I took my hiatus on the road yesterday -- which happens once in a while -- and ended up at the pool. It was around 10 bucks for me to get in, which is money well spent when you consider the place is like the swimsuit edition of Sports Illustrated come to life.
The rippling midriff, the muscles flexing, a well-stretched bikini, the frolicking -- it's all worth seeing -- and that's just Grandma getting out of the car. Once you get to the pool you notice certain things, one, that there's a lot of people in their 30s and downward who don't have wrinkles like the rest of us ... yet.
There were a few tubolas to be seen, of course, and I'm in that category, mildly speaking. I can still pull it in if I have to, and it's not that painful to do. I start holding my breath when we get the wristbands and I don't let it out till the car's out of the parking lot. But I'm always struck by how many people there are in good shape, because I keep reading stories about the prevalence of obesity. Which can only mean most of them aren't at the pool. Or all those guys are holding their breath.
And another thing I notice: No one wears rubber swimming caps anymore, just in swimming competitions. And no one wears those old nose plugs we used to get all the time. Maybe we figured out how easy it is to just reach up and pinch your nostrils together for the three seconds you need them plugged.
Anyway, you see a lot of beauty prancing around at the pool, but, really, after a while I don't even notice. Because what's the use? They're all going to wrinkle up, get cancer from the sun and die anyway. Eventually. Why should I go around ogling a future corpse? In my mind everyone's being sized up for a casket, which is a major turnoff. Including myself, although I'm certain my mind/spirit will live on and continue somewhere on its merry way, with a complete aversion to everything in the spirit world and an undying hope for something even better.
Back to the pool.

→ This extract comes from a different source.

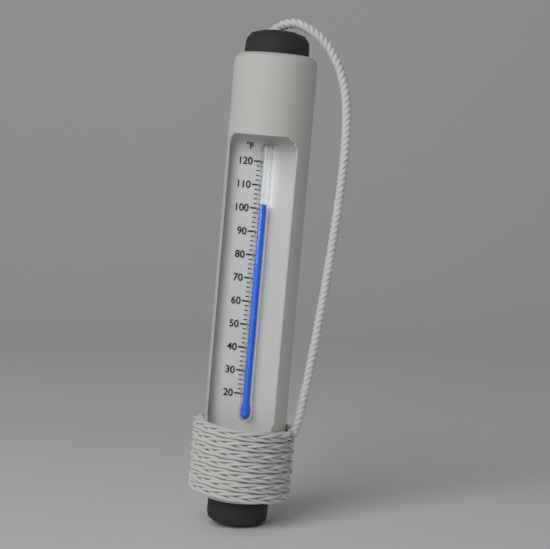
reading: 102 °F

Get rid of the beauty angle for a minute. The ones I like to watch jump off the diving board are the little kids. Their parents are over on the side of the pool, maybe with a camera, trying to coax them off the board. They're trying to give the kid complete assurance they'll be OK. The kid has floaters on each wrist, and maybe a big poofed out vest. They're tiny anyway and would float on the surface like a feather, but you can't be too safe! You've got lifeguards all over the place too. But there they are, all poofed out, inching toward the end of the board... Then in they go! And they barely make a splash. The water rouses from its slumber and moves simply from a sense of duty. And certainly they don't go under. Then the parents quickly beseech them to dry safety.
There are some little kids whose parents aren't hovering over them. Maybe they should be, because some of these kids have a nasty style on the diving board. They're up there hemhawing around, taking forever to jump. They're tempted to climb back down. Then when they finally decide to jump, it looks like they're staying so close to the diving board that they might hit their head on it on the way down. I haven't seen any problems so far, but even the lifeguards look concerned, like maybe they'll have to jump in the cold water and earn their keep in a minute.
Speaking of lifeguards, these are the ones who are going to get sun damage and die young from cancer. They may look young and vital now, but just wait till they're in a nursing home at the age of 30, going, "I used to be pretty." They have some killer tans, and I mean that in more ways than one. I wouldn't take the job of lifeguard if they threw in a free casket. An urn would be more appropriate, since they're literally burning up out there. I know we need lifeguards. But this is not a job for the young. Hire senior citizens. A lifeguard's only needed about once a season anyway. We're killing our youth for those long odds? And someday their children will be burying them, asking, "Why does Mommy have leather for skin?"
I can't solve the problems of the world. So I just pull the towel up. Maybe you saw me at the pool. I was over in the shadiest part of the complex, covered in a towel, a big pith helmet on my head, and holding my breath. I'm on hiatus and don't want to die during it.